The idea of a quota is to produce a desired social mix at a national level. Where there is a system of single-member constituencies, it is obviously impossible to have a mix at the local level: for each local party organization, the choice is either to select a male or a female. It will therefore be open to a local organization to argue
we have selected a male for our constituency, but we favour the fair representation of females in other constituencies.
Reformers argue that the problem is that local party organizations all too frequently say this, with the result that they almost all favour fair representation (say of women) in theory, but rarely in practice.
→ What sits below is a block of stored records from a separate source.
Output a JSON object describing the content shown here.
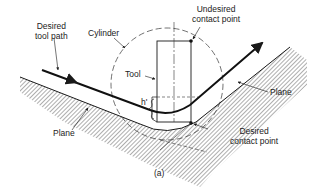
{
  "figure": {
    "caption": "(a)",
    "labels": {
      "desired_tool_path": [
        "Desired",
        "tool path"
      ],
      "cylinder": "Cylinder",
      "undesired_contact_point": [
        "Undesired",
        "contact point"
      ],
      "tool": "Tool",
      "h_prime": "h'",
      "plane_left": "Plane",
      "plane_right": "Plane",
      "desired_contact_point": [
        "Desired",
        "contact point"
      ]
    },
    "colors": {
      "line": "#1a1a1a",
      "background": "#ffffff"
    }
  }
}
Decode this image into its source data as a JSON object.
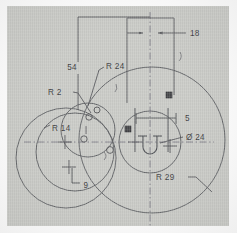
{
  "drawing": {
    "title": "Mechanical part technical drawing",
    "sheet_color": "#c9cac6",
    "line_color": "#55565a",
    "text_color": "#3b3b3e",
    "centerline_color": "#6d6b74",
    "annotations": {
      "dim_18": "18",
      "dim_54": "54",
      "radius_24": "R 24",
      "radius_2": "R 2",
      "radius_14": "R 14",
      "radius_29": "R 29",
      "dim_9": "9",
      "dim_5": "5",
      "diameter_24": "Ø 24"
    },
    "geometry": {
      "big_circle": {
        "cx": 152,
        "cy": 140,
        "r": 73,
        "label": "R 29"
      },
      "hub_circle": {
        "cx": 150,
        "cy": 142,
        "r": 31,
        "label": "Ø 24"
      },
      "left_outer_circle": {
        "cx": 66,
        "cy": 158,
        "r": 50
      },
      "left_inner_circle": {
        "cx": 75,
        "cy": 152,
        "r": 39
      },
      "mid_circle": {
        "cx": 88,
        "cy": 130,
        "r": 27,
        "label": "R 24"
      },
      "small_hole_upper": {
        "cx": 89,
        "cy": 117,
        "r": 3.2
      },
      "small_hole_lower": {
        "cx": 84,
        "cy": 139,
        "r": 3.2
      },
      "small_hole_right": {
        "cx": 110,
        "cy": 150,
        "r": 3.4
      },
      "small_hole_top": {
        "cx": 97,
        "cy": 110,
        "r": 3.0
      }
    }
  }
}
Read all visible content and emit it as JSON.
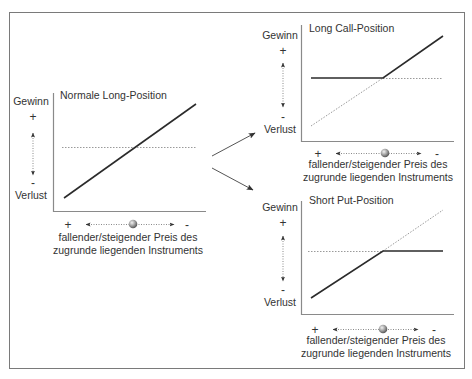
{
  "colors": {
    "frame": "#7a7a7a",
    "axis": "#8a8a8a",
    "line": "#2b2b2b",
    "dotted": "#9a9a9a",
    "text": "#333333"
  },
  "common": {
    "y_top_label": "Gewinn",
    "y_plus": "+",
    "y_minus": "-",
    "y_bottom_label": "Verlust",
    "x_plus": "+",
    "x_minus": "-",
    "x_label_line1": "fallender/steigender Preis des",
    "x_label_line2": "zugrunde liegenden Instruments"
  },
  "panels": [
    {
      "id": "long",
      "title": "Normale Long-Position",
      "y_top_label": "Gewinn",
      "y_bottom_label": "Verlust",
      "x_label_line1": "fallender/steigender Preis des",
      "x_label_line2": "zugrunde liegenden Instruments"
    },
    {
      "id": "long-call",
      "title": "Long Call-Position",
      "y_top_label": "Gewinn",
      "y_bottom_label": "Verlust",
      "x_label_line1": "fallender/steigender Preis des",
      "x_label_line2": "zugrunde liegenden Instruments"
    },
    {
      "id": "short-put",
      "title": "Short Put-Position",
      "y_top_label": "Gewinn",
      "y_bottom_label": "Verlust",
      "x_label_line1": "fallender/steigender Preis des",
      "x_label_line2": "zugrunde liegenden Instruments"
    }
  ],
  "icons": {
    "flow_arrows": "arrow-right-icon",
    "price_marker": "ball-marker-icon"
  }
}
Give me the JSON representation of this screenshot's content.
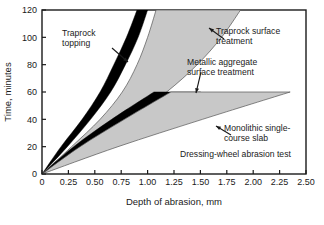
{
  "chart_data": {
    "type": "area",
    "title": "",
    "xlabel": "Depth of abrasion, mm",
    "ylabel": "Time, minutes",
    "xlim": [
      0,
      2.5
    ],
    "ylim": [
      0,
      120
    ],
    "xticks": [
      "0",
      "0.25",
      "0.50",
      "0.75",
      "1.00",
      "1.25",
      "1.50",
      "1.75",
      "2.00",
      "2.25",
      "2.50"
    ],
    "xtick_values": [
      0,
      0.25,
      0.5,
      0.75,
      1.0,
      1.25,
      1.5,
      1.75,
      2.0,
      2.25,
      2.5
    ],
    "yticks": [
      "0",
      "20",
      "40",
      "60",
      "80",
      "100",
      "120"
    ],
    "ytick_values": [
      0,
      20,
      40,
      60,
      80,
      100,
      120
    ],
    "grid": false,
    "legend_position": "inline-annotations",
    "note": "Dressing-wheel abrasion test",
    "series": [
      {
        "name": "Traprock topping",
        "fill": "#000000",
        "band_label": "Traprock topping",
        "lower_xy": [
          [
            0,
            0
          ],
          [
            0.18,
            20
          ],
          [
            0.38,
            40
          ],
          [
            0.55,
            60
          ],
          [
            0.68,
            80
          ],
          [
            0.8,
            100
          ],
          [
            0.9,
            120
          ]
        ],
        "upper_xy": [
          [
            0,
            0
          ],
          [
            0.24,
            20
          ],
          [
            0.46,
            40
          ],
          [
            0.65,
            60
          ],
          [
            0.79,
            80
          ],
          [
            0.91,
            100
          ],
          [
            1.0,
            120
          ]
        ]
      },
      {
        "name": "Traprock surface treatment",
        "fill": "#c8c8c8",
        "band_label": "Traprock surface treatment",
        "lower_xy": [
          [
            0,
            0
          ],
          [
            0.28,
            20
          ],
          [
            0.55,
            40
          ],
          [
            0.76,
            60
          ],
          [
            0.9,
            80
          ],
          [
            1.0,
            100
          ],
          [
            1.08,
            120
          ]
        ],
        "upper_xy": [
          [
            0,
            0
          ],
          [
            0.4,
            20
          ],
          [
            0.82,
            40
          ],
          [
            1.18,
            60
          ],
          [
            1.47,
            80
          ],
          [
            1.7,
            100
          ],
          [
            1.88,
            120
          ]
        ]
      },
      {
        "name": "Metallic aggregate surface treatment",
        "fill": "#000000",
        "band_label": "Metallic aggregate surface treatment",
        "lower_xy": [
          [
            0,
            0
          ],
          [
            0.3,
            20
          ],
          [
            0.66,
            40
          ],
          [
            1.06,
            60
          ]
        ],
        "upper_xy": [
          [
            0,
            0
          ],
          [
            0.44,
            20
          ],
          [
            0.96,
            40
          ],
          [
            1.5,
            60
          ]
        ]
      },
      {
        "name": "Monolithic single-course slab",
        "fill": "#c8c8c8",
        "band_label": "Monolithic single-course slab",
        "lower_xy": [
          [
            0,
            0
          ],
          [
            0.36,
            20
          ],
          [
            0.78,
            40
          ],
          [
            1.22,
            60
          ]
        ],
        "upper_xy": [
          [
            0,
            0
          ],
          [
            0.72,
            20
          ],
          [
            1.52,
            40
          ],
          [
            2.35,
            60
          ]
        ]
      }
    ],
    "annotations": [
      {
        "id": "traprock-topping",
        "text_line1": "Traprock",
        "text_line2": "topping",
        "x_px": 62,
        "y_px": 36,
        "arrow_from": [
          112,
          48
        ],
        "arrow_to": [
          128,
          62
        ]
      },
      {
        "id": "traprock-surface",
        "text_line1": "Traprock surface",
        "text_line2": "treatment",
        "x_px": 216,
        "y_px": 34,
        "arrow_from": [
          224,
          39
        ],
        "arrow_to": [
          209,
          28
        ]
      },
      {
        "id": "metallic-aggregate",
        "text_line1": "Metallic aggregate",
        "text_line2": "surface treatment",
        "x_px": 187,
        "y_px": 65,
        "arrow_from": [
          201,
          72
        ],
        "arrow_to": [
          196,
          93
        ]
      },
      {
        "id": "monolithic-slab",
        "text_line1": "Monolithic single-",
        "text_line2": "course slab",
        "x_px": 224,
        "y_px": 131,
        "arrow_from": [
          231,
          135
        ],
        "arrow_to": [
          216,
          126
        ]
      },
      {
        "id": "test-note",
        "text_line1": "Dressing-wheel abrasion test",
        "text_line2": "",
        "x_px": 180,
        "y_px": 157,
        "arrow_from": null,
        "arrow_to": null
      }
    ]
  },
  "colors": {
    "axis": "#1a1a1a",
    "black_band": "#000000",
    "gray_band": "#c8c8c8",
    "gray_band_edge": "#555555",
    "background": "#ffffff"
  },
  "geometry": {
    "plot_left_px": 42,
    "plot_right_px": 306,
    "plot_top_px": 10,
    "plot_bottom_px": 174
  }
}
The only practical way to deal with this problem is for the central party organization to lessen the authority of the local committees. For instance, a device intended to guarantee more female candidates in winnable constituencies within the British Labour Party has been for the national organization to dictate to certain local Labour organizations that they must choose from a short list of applicants, all of whom must be women. For better or for worse, special initiatives relating to the selection of candidates will normally entail the centralization of internal party structures.
Quotas and Proportional Representation (PR)
If constituencies each elect a number of members, as under systems of proportional representation, then it arguably becomes easier to impose a policy of quotas. For instance, a constituency party which selects a list of four candidates for four seats will be able to select two men and two women. The issue of fair gender representation is reportedly an issue of particular relevance to the application of PR systems in what are considered to be male-dominated societies in Africa. In Namibia, the Local Authority Act stipulates that five out of fifteen candidates for local authority elections conducted under the PR system, must be women. However, proportional representation alone does not guarantee the election of a high percentage of women to the legislature. The Lortie Commission reviewed the matter:
The most stringent measures and the highest proportion of women among elected representatives are found in the Scandinavian countries. Many have attributed [this] to their electoral system, which is based on proportional representation. International comparisons reveal, however, that the relationship is more complex than this.
Although some countries with proportional representation systems, including Sweden, Denmark, and Norway, have a higher proportion of women representatives, others, including Italy, Belgium, and Spain, have a smaller percentage of women representatives than countries with a plurality system.